Robot print dress
Printed matte jersey, Perspex, belt buckle by C&N
Jean Muir Ltd, London, UK
Design
Fashion! I hate the word… It is better used as a verb, not a noun: to fashion, to make, to craft, the art of making, which implies craft and skill.
Jean Muir
Having learned her trade visiting couture shows as a designer at Jaeger, Jean Muir set out to make clothes that had a couture cut and feel, but that would be straightforward to manufacture. By her own account, she was not so much interested in clothes as she was endlessly fascinated by the craftsmanship involved in the making of them.
Muir used prints to add a vibrant, unique quality to new collections. She wasn’t afraid to inject humour into her designs and her prints were often quirky, with designs ranging from abstract shapes to dragonflies and whimsical clowns. Muir often sourced designs from Liberty of London’s archive or specially commissioned them from British and French printmakers.
Former editor of British Vogue Beatrix Miller called Jean Muir the ‘English Vionnet’, likening her work to that of the respected French couturière Madeleine Vionnet, who was credited with pioneering the bias cut. The eminent fashion journalist Suzy Menkes believed that Jean Muir clothes were ‘bought by women who were self-confident.’
Who wore it
Dutch actress Britt Eckland wears a Muir crepe wrapper-coat for Vogue

British fashion designer Mary Quant recognised the timeless quality to Muir’s work, explaining that ‘she made the most extraordinary, fluid and incredible dresses. One of the things that occurred to me is that people will go on wearing those dresses for years and she must have realised that.’ She was simultaneously hailed in the UK as the new Chanel and in Paris as ‘la Reine de la Robe’ – the queen of the dress.
Craft Skills
Viscose matte jersey featured frequently in Jean Muir’s collections from 1968 on and became one of her signature materials. Muir enjoyed its qualities as a fabric which doesn’t have to be hand-sewn or lined, or the edges bound to neaten them. Jersey can be given an extraordinary architectural structure despite its supple qualities.
Muir’s printed textiles were tailored with particular care, so that her fabrics and shapes would work in harmony. She favoured subtle patterns on matte jersey as she thought excess pigment destroyed a fabric’s texture. She often carried characteristic details of each season’s designs across the collection and this Robot print featured in a number of viscose matte jersey dresses from the Spring/Summer 1980 collection.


The problem: Once you find the line with "Identify the location of span: Andritz." in the data that follows, repeat it and every line after it exactly, through the line with "The image size is (1294, 737).".

Available records:
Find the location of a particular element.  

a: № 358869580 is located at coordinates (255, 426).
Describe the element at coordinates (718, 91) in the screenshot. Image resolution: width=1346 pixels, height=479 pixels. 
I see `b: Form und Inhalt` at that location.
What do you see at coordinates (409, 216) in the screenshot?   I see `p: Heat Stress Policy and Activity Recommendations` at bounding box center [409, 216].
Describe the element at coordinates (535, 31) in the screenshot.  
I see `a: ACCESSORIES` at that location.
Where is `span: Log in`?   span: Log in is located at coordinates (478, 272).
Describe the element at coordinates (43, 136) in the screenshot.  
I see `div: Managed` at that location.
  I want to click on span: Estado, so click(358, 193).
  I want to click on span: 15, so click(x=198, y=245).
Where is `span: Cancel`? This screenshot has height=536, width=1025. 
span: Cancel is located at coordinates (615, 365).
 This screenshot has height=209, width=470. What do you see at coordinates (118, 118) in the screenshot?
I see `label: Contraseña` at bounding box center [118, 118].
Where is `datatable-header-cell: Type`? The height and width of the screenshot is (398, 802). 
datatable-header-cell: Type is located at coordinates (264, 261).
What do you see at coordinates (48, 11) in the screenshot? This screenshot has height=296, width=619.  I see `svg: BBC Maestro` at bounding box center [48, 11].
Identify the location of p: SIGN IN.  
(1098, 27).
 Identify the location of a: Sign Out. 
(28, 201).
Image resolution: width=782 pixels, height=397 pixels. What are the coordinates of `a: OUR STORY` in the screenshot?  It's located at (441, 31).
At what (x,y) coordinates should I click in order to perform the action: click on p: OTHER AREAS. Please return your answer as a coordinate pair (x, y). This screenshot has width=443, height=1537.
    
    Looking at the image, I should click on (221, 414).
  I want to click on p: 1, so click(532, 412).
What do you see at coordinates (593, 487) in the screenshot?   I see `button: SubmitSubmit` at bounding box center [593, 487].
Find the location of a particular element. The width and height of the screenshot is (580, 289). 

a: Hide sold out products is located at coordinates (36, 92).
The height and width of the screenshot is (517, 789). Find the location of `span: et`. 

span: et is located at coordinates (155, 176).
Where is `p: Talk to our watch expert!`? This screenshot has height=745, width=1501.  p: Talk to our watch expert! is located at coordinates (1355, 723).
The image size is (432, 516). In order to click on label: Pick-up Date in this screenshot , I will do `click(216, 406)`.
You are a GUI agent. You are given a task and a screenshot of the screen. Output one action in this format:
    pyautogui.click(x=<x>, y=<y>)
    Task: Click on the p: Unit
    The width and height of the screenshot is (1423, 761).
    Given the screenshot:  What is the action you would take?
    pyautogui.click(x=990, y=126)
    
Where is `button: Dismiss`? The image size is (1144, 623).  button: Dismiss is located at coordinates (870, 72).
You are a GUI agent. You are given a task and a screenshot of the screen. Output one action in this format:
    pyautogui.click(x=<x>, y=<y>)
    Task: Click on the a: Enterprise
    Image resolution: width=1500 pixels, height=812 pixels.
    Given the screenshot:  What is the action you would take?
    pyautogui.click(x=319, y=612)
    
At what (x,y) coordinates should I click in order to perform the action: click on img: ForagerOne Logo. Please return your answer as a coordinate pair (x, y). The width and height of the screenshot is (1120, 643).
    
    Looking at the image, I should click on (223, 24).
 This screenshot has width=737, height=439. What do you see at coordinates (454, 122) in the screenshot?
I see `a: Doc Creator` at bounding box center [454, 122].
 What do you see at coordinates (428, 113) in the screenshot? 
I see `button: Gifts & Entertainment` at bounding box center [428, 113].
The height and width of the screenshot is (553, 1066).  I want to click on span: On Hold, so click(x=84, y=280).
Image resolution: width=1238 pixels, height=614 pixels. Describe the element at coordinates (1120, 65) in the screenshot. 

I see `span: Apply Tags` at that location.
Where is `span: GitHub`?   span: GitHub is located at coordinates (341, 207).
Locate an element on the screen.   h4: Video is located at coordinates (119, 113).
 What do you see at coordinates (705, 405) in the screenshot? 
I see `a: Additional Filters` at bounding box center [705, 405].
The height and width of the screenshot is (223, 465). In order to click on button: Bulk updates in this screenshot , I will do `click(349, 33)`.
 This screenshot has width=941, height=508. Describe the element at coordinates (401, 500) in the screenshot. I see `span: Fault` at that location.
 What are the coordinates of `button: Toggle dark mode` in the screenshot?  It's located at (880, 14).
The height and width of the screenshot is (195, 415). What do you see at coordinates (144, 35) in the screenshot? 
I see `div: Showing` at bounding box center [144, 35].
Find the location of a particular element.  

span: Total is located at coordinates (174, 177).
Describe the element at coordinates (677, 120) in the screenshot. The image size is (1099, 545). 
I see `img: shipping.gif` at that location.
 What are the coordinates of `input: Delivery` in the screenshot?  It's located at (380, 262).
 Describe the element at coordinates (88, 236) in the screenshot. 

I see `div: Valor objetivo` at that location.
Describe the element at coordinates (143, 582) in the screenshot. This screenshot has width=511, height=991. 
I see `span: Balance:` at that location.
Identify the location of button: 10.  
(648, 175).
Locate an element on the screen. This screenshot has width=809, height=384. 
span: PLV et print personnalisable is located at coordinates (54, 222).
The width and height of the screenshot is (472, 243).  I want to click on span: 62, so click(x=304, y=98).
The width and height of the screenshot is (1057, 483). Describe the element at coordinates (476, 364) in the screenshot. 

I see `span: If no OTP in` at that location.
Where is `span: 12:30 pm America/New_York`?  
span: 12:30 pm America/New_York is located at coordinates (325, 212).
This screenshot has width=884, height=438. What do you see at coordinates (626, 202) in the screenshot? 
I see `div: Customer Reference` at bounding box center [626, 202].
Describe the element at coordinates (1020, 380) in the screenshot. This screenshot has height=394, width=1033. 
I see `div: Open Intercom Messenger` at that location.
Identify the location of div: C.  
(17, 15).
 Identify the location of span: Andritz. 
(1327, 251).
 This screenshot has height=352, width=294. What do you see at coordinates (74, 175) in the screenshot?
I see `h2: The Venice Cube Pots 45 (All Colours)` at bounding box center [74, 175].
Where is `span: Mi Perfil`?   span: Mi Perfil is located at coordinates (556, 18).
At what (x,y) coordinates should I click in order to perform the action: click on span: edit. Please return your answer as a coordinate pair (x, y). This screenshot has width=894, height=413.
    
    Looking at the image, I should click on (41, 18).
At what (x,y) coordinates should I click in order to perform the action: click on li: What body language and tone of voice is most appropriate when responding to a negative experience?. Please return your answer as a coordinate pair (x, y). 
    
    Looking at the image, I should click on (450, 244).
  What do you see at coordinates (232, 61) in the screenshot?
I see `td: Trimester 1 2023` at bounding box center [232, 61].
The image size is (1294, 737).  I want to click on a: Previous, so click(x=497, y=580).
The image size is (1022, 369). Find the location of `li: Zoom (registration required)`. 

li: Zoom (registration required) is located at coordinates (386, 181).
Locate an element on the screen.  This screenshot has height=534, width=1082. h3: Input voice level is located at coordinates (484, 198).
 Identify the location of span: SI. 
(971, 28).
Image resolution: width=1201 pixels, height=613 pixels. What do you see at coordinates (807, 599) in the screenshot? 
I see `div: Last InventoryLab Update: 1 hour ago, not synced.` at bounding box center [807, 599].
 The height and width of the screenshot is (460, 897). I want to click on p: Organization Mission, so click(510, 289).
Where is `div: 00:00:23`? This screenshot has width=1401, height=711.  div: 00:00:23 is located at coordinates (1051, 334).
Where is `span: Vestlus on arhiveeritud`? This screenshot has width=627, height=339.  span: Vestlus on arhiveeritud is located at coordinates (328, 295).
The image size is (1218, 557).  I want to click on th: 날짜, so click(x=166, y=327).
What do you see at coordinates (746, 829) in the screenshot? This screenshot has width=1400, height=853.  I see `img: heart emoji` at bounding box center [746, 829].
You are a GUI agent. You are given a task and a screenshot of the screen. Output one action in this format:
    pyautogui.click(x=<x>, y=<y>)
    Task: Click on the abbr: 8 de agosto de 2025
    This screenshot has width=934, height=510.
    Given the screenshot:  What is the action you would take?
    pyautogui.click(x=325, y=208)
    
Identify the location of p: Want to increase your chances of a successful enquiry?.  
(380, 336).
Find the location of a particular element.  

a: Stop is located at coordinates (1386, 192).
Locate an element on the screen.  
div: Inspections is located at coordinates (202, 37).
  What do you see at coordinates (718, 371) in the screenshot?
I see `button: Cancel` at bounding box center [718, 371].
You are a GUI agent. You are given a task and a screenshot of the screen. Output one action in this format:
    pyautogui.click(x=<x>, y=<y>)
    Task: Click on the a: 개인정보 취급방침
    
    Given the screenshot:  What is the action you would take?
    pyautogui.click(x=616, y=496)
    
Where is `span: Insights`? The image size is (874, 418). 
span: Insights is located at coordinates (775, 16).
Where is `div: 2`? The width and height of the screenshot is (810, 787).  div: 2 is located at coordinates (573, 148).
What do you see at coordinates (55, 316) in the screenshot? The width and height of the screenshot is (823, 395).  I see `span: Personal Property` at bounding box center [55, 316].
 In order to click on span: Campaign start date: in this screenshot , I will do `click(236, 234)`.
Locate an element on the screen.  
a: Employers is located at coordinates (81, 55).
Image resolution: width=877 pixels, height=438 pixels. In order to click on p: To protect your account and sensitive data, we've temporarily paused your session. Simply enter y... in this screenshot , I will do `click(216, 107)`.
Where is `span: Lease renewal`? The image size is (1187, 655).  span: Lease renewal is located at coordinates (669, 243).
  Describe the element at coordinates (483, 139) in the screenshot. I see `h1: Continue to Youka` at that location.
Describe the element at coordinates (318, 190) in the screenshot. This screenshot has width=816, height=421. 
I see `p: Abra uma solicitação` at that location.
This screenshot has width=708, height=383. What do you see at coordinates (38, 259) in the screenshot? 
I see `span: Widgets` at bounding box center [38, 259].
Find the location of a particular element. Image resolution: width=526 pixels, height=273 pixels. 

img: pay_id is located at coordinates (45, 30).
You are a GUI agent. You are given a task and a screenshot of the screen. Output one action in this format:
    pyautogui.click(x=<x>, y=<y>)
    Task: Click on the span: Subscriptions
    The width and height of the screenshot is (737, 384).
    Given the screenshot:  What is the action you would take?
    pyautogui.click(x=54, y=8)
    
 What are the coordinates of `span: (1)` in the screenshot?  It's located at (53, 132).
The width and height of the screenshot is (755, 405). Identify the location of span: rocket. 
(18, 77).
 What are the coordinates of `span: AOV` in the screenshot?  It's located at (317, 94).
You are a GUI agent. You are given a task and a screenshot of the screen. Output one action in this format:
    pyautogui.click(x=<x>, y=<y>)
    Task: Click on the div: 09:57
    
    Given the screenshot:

Result:
 Identify the location of span: Andritz. 
(1327, 251).
 This screenshot has height=352, width=294. What do you see at coordinates (74, 175) in the screenshot?
I see `h2: The Venice Cube Pots 45 (All Colours)` at bounding box center [74, 175].
Where is `span: Mi Perfil`?   span: Mi Perfil is located at coordinates (556, 18).
At what (x,y) coordinates should I click in order to perform the action: click on span: edit. Please return your answer as a coordinate pair (x, y). This screenshot has width=894, height=413.
    
    Looking at the image, I should click on (41, 18).
At what (x,y) coordinates should I click in order to perform the action: click on li: What body language and tone of voice is most appropriate when responding to a negative experience?. Please return your answer as a coordinate pair (x, y). 
    
    Looking at the image, I should click on (450, 244).
  What do you see at coordinates (232, 61) in the screenshot?
I see `td: Trimester 1 2023` at bounding box center [232, 61].
The image size is (1294, 737).  I want to click on a: Previous, so click(x=497, y=580).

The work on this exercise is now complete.